Record Labels Sue XM Radio, Claiming Copyright Infringement

— -- XM Satellite Radio infringes copyrights held by music labels when it allows its subscribers to record songs, according to a lawsuit filed by the Recording Industry Association of America (RIAA).

Music fans who subscribe to XM Radio and own an Inno recorder from Pioneer can use the cell phone-size device to listen to satellite radio broadcasts, record songs, and then replay them as MP3 files.

XM currently broadcasts 170 channels of music to 6 million U.S. subscribers, each of whom pays a subscription fee of about $13 per month. XM projects that its subscriber base will reach 9 million by the end of 2006.Retailers have been selling Pioneer's $400 Inno since March, and XM is already promoting new devices such as Samsung's Helix.

On Tuesday, the RIAA accused XM of committing "massive wholesale infringement" of copyright sound recordings, and asked the court to stop XM's broadcasts and award it damages.

By allowing listeners to record MP3 files, XM is acting as a competitor to legal online music stores such as iTunes, Napster. and Rhapsody, the RIAA said. The suit was filed in the U.S. District Court for the Southern District of New York.

In fact, XM Radio is marketing the Inno as an alternative to the Apple iPod, using the advertising phrase "It's not the pod, it's the mothership."

The RIAA is an industry group whose members include such major music labels as Atlantic Recording, Capitol Records, Motown Records, Sony BMG, Virgin Records, and Warner Brothers.

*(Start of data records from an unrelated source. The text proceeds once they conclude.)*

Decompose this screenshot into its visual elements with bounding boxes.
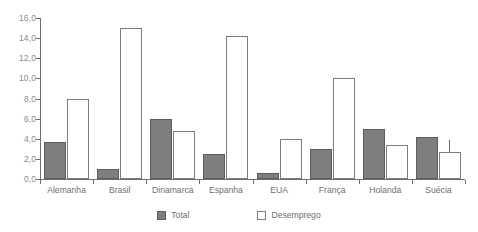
x-axis-tick — [253, 180, 254, 184]
bar-group — [146, 18, 199, 179]
plot-area — [40, 18, 465, 179]
bar-desemprego — [280, 139, 302, 179]
legend-item-total: Total — [157, 210, 189, 220]
legend-swatch-desemprego-icon — [257, 211, 266, 220]
y-axis-tick-label: 10,0 — [2, 73, 36, 83]
bar-total — [44, 142, 66, 179]
x-axis-category-label: EUA — [270, 185, 288, 195]
bar-total — [416, 137, 438, 179]
y-axis-labels: 16,014,012,010,08,06,04,02,00,0 — [0, 0, 36, 232]
y-axis-tick-label: 6,0 — [2, 114, 36, 124]
y-axis-tick-label: 4,0 — [2, 134, 36, 144]
x-axis-tick — [465, 180, 466, 184]
x-axis-tick — [199, 180, 200, 184]
bar-group — [93, 18, 146, 179]
x-axis-category-label: Alemanha — [47, 185, 86, 195]
bar-desemprego — [226, 36, 248, 179]
x-axis-category-label: Holanda — [369, 185, 401, 195]
bar-desemprego — [386, 145, 408, 179]
x-axis-category-label: França — [319, 185, 346, 195]
bar-total — [363, 129, 385, 179]
bar-total — [203, 154, 225, 179]
bar-total — [310, 149, 332, 179]
x-axis-tick — [412, 180, 413, 184]
legend-item-desemprego: Desemprego — [257, 210, 320, 220]
x-axis-tick — [40, 180, 41, 184]
bar-chart: 16,014,012,010,08,06,04,02,00,0 Alemanha… — [0, 0, 478, 232]
x-axis-category-label: Brasil — [109, 185, 131, 195]
bar-group — [199, 18, 252, 179]
bar-desemprego — [439, 152, 461, 179]
bar-group — [306, 18, 359, 179]
bar-group — [253, 18, 306, 179]
chart-legend: Total Desemprego — [0, 206, 478, 224]
y-axis-tick-label: 8,0 — [2, 94, 36, 104]
bar-group — [40, 18, 93, 179]
x-axis-tick — [306, 180, 307, 184]
y-axis-tick-label: 14,0 — [2, 33, 36, 43]
y-axis-tick-label: 16,0 — [2, 13, 36, 23]
y-axis-tick-label: 12,0 — [2, 53, 36, 63]
x-axis-tick — [93, 180, 94, 184]
y-axis-tick-label: 0,0 — [2, 174, 36, 184]
bar-desemprego — [333, 78, 355, 179]
x-axis-category-label: Espanha — [209, 185, 243, 195]
bar-desemprego — [173, 131, 195, 179]
bar-group — [412, 18, 465, 179]
x-axis-tick — [146, 180, 147, 184]
y-axis-tick-label: 2,0 — [2, 154, 36, 164]
x-axis-tick — [359, 180, 360, 184]
x-axis-category-label: Dinamarca — [152, 185, 194, 195]
x-axis-category-label: Suécia — [425, 185, 451, 195]
bar-group — [359, 18, 412, 179]
bar-total — [150, 119, 172, 179]
bar-desemprego — [120, 28, 142, 179]
bar-desemprego — [67, 99, 89, 180]
legend-label-desemprego: Desemprego — [271, 210, 320, 220]
legend-swatch-total-icon — [157, 211, 166, 220]
legend-label-total: Total — [171, 210, 189, 220]
bar-total — [257, 173, 279, 179]
bar-total — [97, 169, 119, 179]
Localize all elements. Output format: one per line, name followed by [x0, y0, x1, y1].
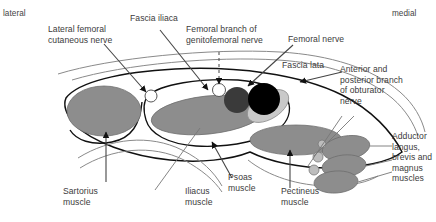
anatomy-figure: lateral medial Lateral femoral cutaneous… [0, 0, 436, 222]
sartorius-muscle [67, 86, 141, 136]
limb-contour-upper [78, 140, 222, 186]
leader-adductor-brevis [366, 160, 392, 166]
femoral-branch-genitofemoral-nerve-node [213, 84, 226, 97]
limb-contour-lower [80, 150, 222, 192]
obturator-nerve-posterior-branch-node [309, 165, 319, 175]
adductor-magnus-muscle [313, 169, 358, 194]
leader-fascia-lata [300, 72, 342, 82]
lateral-femoral-cutaneous-nerve-node [145, 90, 157, 102]
femoral-artery [224, 87, 250, 113]
leader-lateral-femoral-cutaneous-nerve [104, 44, 146, 92]
leader-adductor-magnus [358, 172, 392, 182]
femoral-vein [248, 83, 280, 115]
anatomy-drawing [0, 0, 436, 222]
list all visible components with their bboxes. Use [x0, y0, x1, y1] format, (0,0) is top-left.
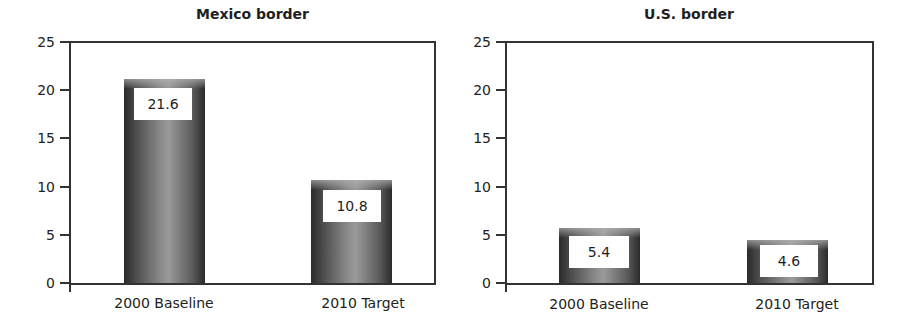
y-tick-label: 20	[25, 83, 55, 97]
bar-value-label: 5.4	[569, 236, 629, 268]
bar-value-label: 21.6	[134, 88, 192, 120]
y-tick-label: 0	[25, 276, 55, 290]
x-axis-origin-tick	[69, 284, 71, 292]
x-category-label: 2000 Baseline	[99, 295, 229, 311]
y-tick-label: 5	[25, 228, 55, 242]
y-tick-label: 5	[461, 228, 491, 242]
chart-us-border: U.S. border 0 5 10 15 20 25 5.4 4.6 2000…	[450, 0, 901, 335]
y-tick-label: 25	[461, 35, 491, 49]
y-tick	[496, 137, 506, 139]
y-tick	[496, 186, 506, 188]
x-category-label: 2010 Target	[298, 295, 428, 311]
y-tick	[60, 186, 70, 188]
y-tick-label: 25	[25, 35, 55, 49]
y-tick-label: 20	[461, 83, 491, 97]
y-tick-label: 15	[461, 131, 491, 145]
y-tick	[60, 41, 70, 43]
x-axis-origin-tick	[505, 284, 507, 292]
y-tick-label: 0	[461, 276, 491, 290]
y-tick-label: 10	[25, 180, 55, 194]
x-category-label: 2010 Target	[732, 296, 862, 312]
y-tick	[60, 234, 70, 236]
bar-value-label: 4.6	[760, 245, 818, 277]
chart-title: Mexico border	[70, 6, 435, 22]
y-tick-label: 15	[25, 131, 55, 145]
y-tick	[496, 234, 506, 236]
y-tick	[496, 41, 506, 43]
chart-title: U.S. border	[505, 6, 873, 22]
chart-mexico-border: Mexico border 0 5 10 15 20 25 21.6 10.8 …	[0, 0, 450, 335]
y-tick	[60, 137, 70, 139]
y-tick	[496, 89, 506, 91]
bar-value-label: 10.8	[323, 190, 381, 222]
y-tick-label: 10	[461, 180, 491, 194]
y-tick	[60, 89, 70, 91]
x-category-label: 2000 Baseline	[534, 296, 664, 312]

Its members deny that they oppose satellite radio in general. "We celebrate the growth of XM and Sirius. We think the downloading capability of XM's Inno is attractive and appealing--it just needs to be licensed," the RIAA said in a statement.

A spokesman for XM Radio did not respond to requests for comment for this story.

For years, it has been legal for listeners to record songs off commercial, analog radio stations. But the RIAA says that satellite radio is different because the broadcast is digital, so XM subscribers can scan through a broadcast and record only certain songs.

They can store a lot, too. The Inno's 1GB of storage can hold about 50 hours of music--approximately 1000 songs. As future devices deliver greater memory, their storage capacity could easily swell to 10,000 songs, according to the RIAA. At that rate, the RIAA fears no one will ever buy music from the labels again.

"Because XM makes available vast catalogues of music in every genre, subscribers will have little need ever again to buy legitimate copies of plaintiffs' sound recordings," the RIAA declared.

The RIAA's lawsuit says that XM already has the ability to stop the practice. XM currently embeds software code in its encrypted satellite transmissions that enables it to delete saved songs if a user stops paying the XM subscription fee. RIAA says that XM could use that same code to prevent users from recording certain songs.

This lawsuit is similar to one that the RIAA brought against XM's rival, Sirius Satellite Radio. In that case, Sirius agreed to make it harder for listeners to record specific songs on its S50, a handheld satellite radio similar in size and price to the Inno.